Network control will be coming in the next week to complete the wrapping of the core PD and NeoPD tools that were used before, then on to all the new Game/MMO features of the previous PwlMMO client based on Torque Game Engine.
September 12th, 2007 — film, Machinima, Futurelab, gaming
Excerpt from: Machinima and education, Diane Carr (Futurelab)

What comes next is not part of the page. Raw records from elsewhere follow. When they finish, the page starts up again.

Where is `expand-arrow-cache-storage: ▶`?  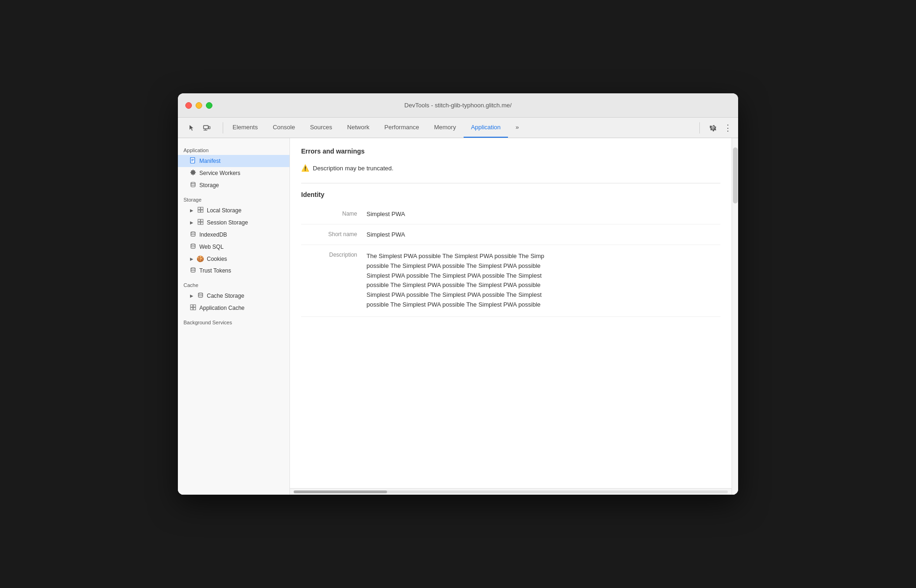 expand-arrow-cache-storage: ▶ is located at coordinates (191, 296).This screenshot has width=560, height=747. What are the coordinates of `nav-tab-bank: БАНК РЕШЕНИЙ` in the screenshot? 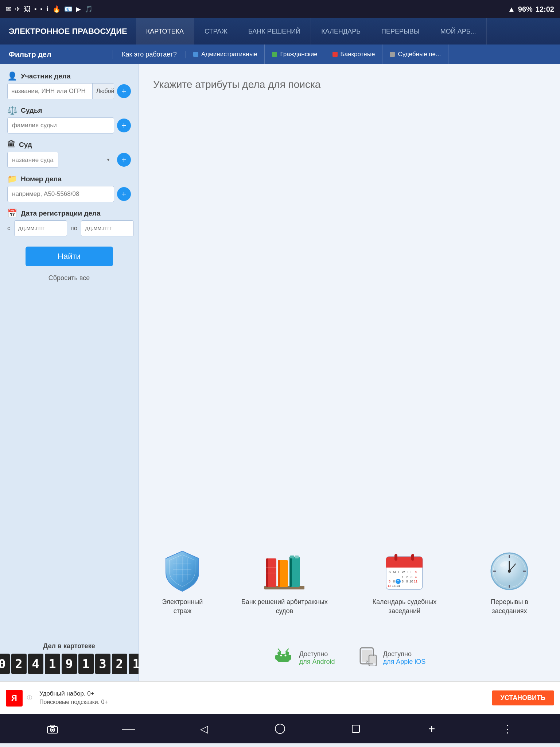 It's located at (275, 31).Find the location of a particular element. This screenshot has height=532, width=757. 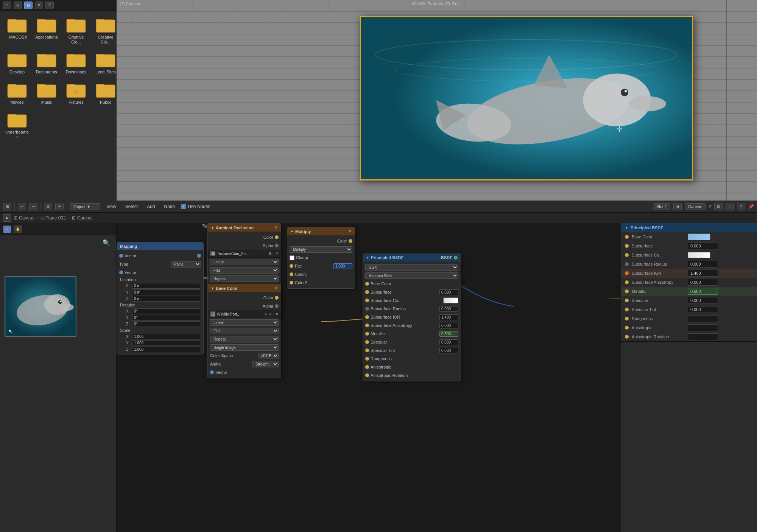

Film and media educators cite similar advantages. Matt Kelland, Creative Director of Short Fuze has been running film-making workshops in schools. Matt argues that machinima offers educators:
“…sets, costumes, stunts and special effects that would be impractical or impossible on a student budget. You can very quickly film a scene many times over, reusing the dialogue and choreography, and see the effect of different styles and techniques. Plus a student can be simultaneously actor, director, writer, cameraman, set designer, lighting engineer, sound engineer, and editor, thus allowing them to appreciate the totality of the film-making process.”
Continue reading →
September 6th, 2007 — PWL, Rock & Roll, music, Rockheim, Google Earth
The Norwegian government has officially released some early information on the new Rockheim Rock & Pop Museum and Virtual Rockheim Experience that Stacey Spiegel & I have been working on (well I’ve been focused on the Virtual side). Time to show Web 2.0 what ROCK & ROLL is all about. A PDF of the full-page article in the Norwegian press is viewable: Rockheim in the News! (the article is in Norwegian FYI)
August 28th, 2007 — Virtual Worlds, overview
Well not a comprehensive history but a ‘lighter’ history for those who are uncertain of the evolution of Virtual/Parallel Worlds. Have a brief read.